This seems like an impressive first step towards AGI. The games, like 'pong' and 'space invaders' are perhaps not the most cerebral games, but given that deep blue can only play chess, this is far more impressive IMO. They didn't even need to adjust hyperparameters between games.
I'd also like to see whether they can train a network that plays the same game on different maps without re-training, which seems a lot harder.
One thing to note about the number for human accuracy for ImageNet that's been going around a lot recently is that it was really a relatively informal experiment done by a couple of members of the Stanford vision lab (see section 6.4 of the paper for details). In particular, the number everyone cites was just one person, who, while he trained himself quite a while to recognize the ImageNet categories, nonetheless was prone to silly mistakes from time to time.

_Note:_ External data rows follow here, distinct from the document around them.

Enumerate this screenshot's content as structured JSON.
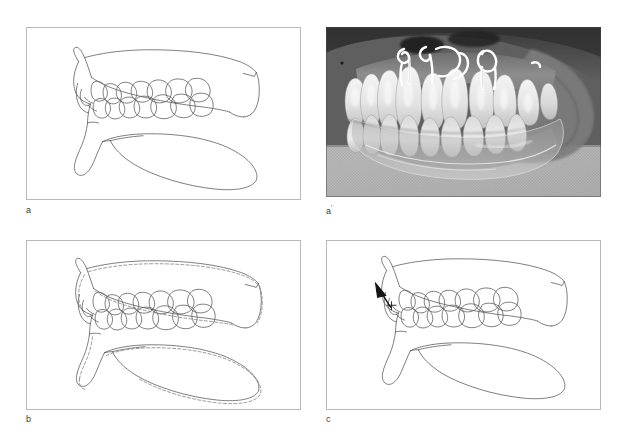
{
  "figure": {
    "background_color": "#ffffff",
    "line_color": "#5a5a5a",
    "panels": [
      {
        "id": "a",
        "label": "a",
        "type": "line-drawing",
        "description": "Lateral view line drawing of maxillary and mandibular dental arches in occlusion, teeth outlined, before treatment"
      },
      {
        "id": "a-prime",
        "label": "a'",
        "label_base": "a",
        "label_prime": "'",
        "type": "photograph",
        "description": "Intraoral lateral photograph of dental study casts wearing a clear removable appliance with wire clasps over the maxillary anterior teeth"
      },
      {
        "id": "b",
        "label": "b",
        "type": "line-drawing",
        "description": "Lateral line drawing with superimposed dashed outline showing appliance or post-treatment tracing overlay"
      },
      {
        "id": "c",
        "label": "c",
        "type": "line-drawing",
        "description": "Lateral line drawing with a solid black arrow at the anterior incisor region indicating direction of tooth movement"
      }
    ],
    "caption": ""
  }
}
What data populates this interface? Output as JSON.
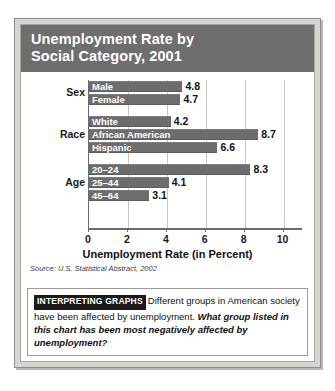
{
  "figure": {
    "title_line1": "Unemployment Rate by",
    "title_line2": "Social Category, 2001",
    "source": "Source: U.S. Statistical Abstract, 2002"
  },
  "caption": {
    "badge": "INTERPRETING GRAPHS",
    "body": "Different groups in American society have been affected by unemployment.",
    "question": "What group listed in this chart has been most negatively affected by unemployment?"
  },
  "colors": {
    "banner": "#6e6e6e",
    "bar": "#6d6d6d",
    "frame": "#d7d5d2",
    "badge": "#1a1a1a",
    "gridline": "#c6c6c6",
    "axis": "#6b6b6b"
  },
  "chart_data": {
    "type": "bar",
    "orientation": "horizontal",
    "title": "Unemployment Rate by Social Category, 2001",
    "xlabel": "Unemployment Rate (in Percent)",
    "ylabel": "",
    "xlim": [
      0,
      11
    ],
    "xticks": [
      0,
      2,
      4,
      6,
      8,
      10
    ],
    "grid": true,
    "legend": false,
    "source": "Source: U.S. Statistical Abstract, 2002",
    "groups": [
      {
        "label": "Sex",
        "categories": [
          "Male",
          "Female"
        ],
        "values": [
          4.8,
          4.7
        ]
      },
      {
        "label": "Race",
        "categories": [
          "White",
          "African American",
          "Hispanic"
        ],
        "values": [
          4.2,
          8.7,
          6.6
        ]
      },
      {
        "label": "Age",
        "categories": [
          "20–24",
          "25–44",
          "45–64"
        ],
        "values": [
          8.3,
          4.1,
          3.1
        ]
      }
    ],
    "categories": [
      "Male",
      "Female",
      "White",
      "African American",
      "Hispanic",
      "20–24",
      "25–44",
      "45–64"
    ],
    "values": [
      4.8,
      4.7,
      4.2,
      8.7,
      6.6,
      8.3,
      4.1,
      3.1
    ]
  }
}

A more optimistic human error is probably closer to 3-4%, but with that in mind the recent results people have been posting are still extremely impressive.
It's also worth pointing another paper from Microsoft Research that beat the 5.1% human performance and actually came out a few days before Google's. It's a decent read, and I wouldn't be surprised if people start incorporating elements from both MSR and Google's papers in the near future.
Here is the guy who tried to get his own accuracy on imagenet: https://karpathy.github.io/2014/09/02/what-i-learned-from-competing-against-a-convnet-on-imagenet/
Getting 5.1% error was really hard, takes a lot of time to get familiar with the classes and to sort through reference images. The 3% error was an entirely hypothetical, optimistic estimate, of a group of humans that make no mistakes.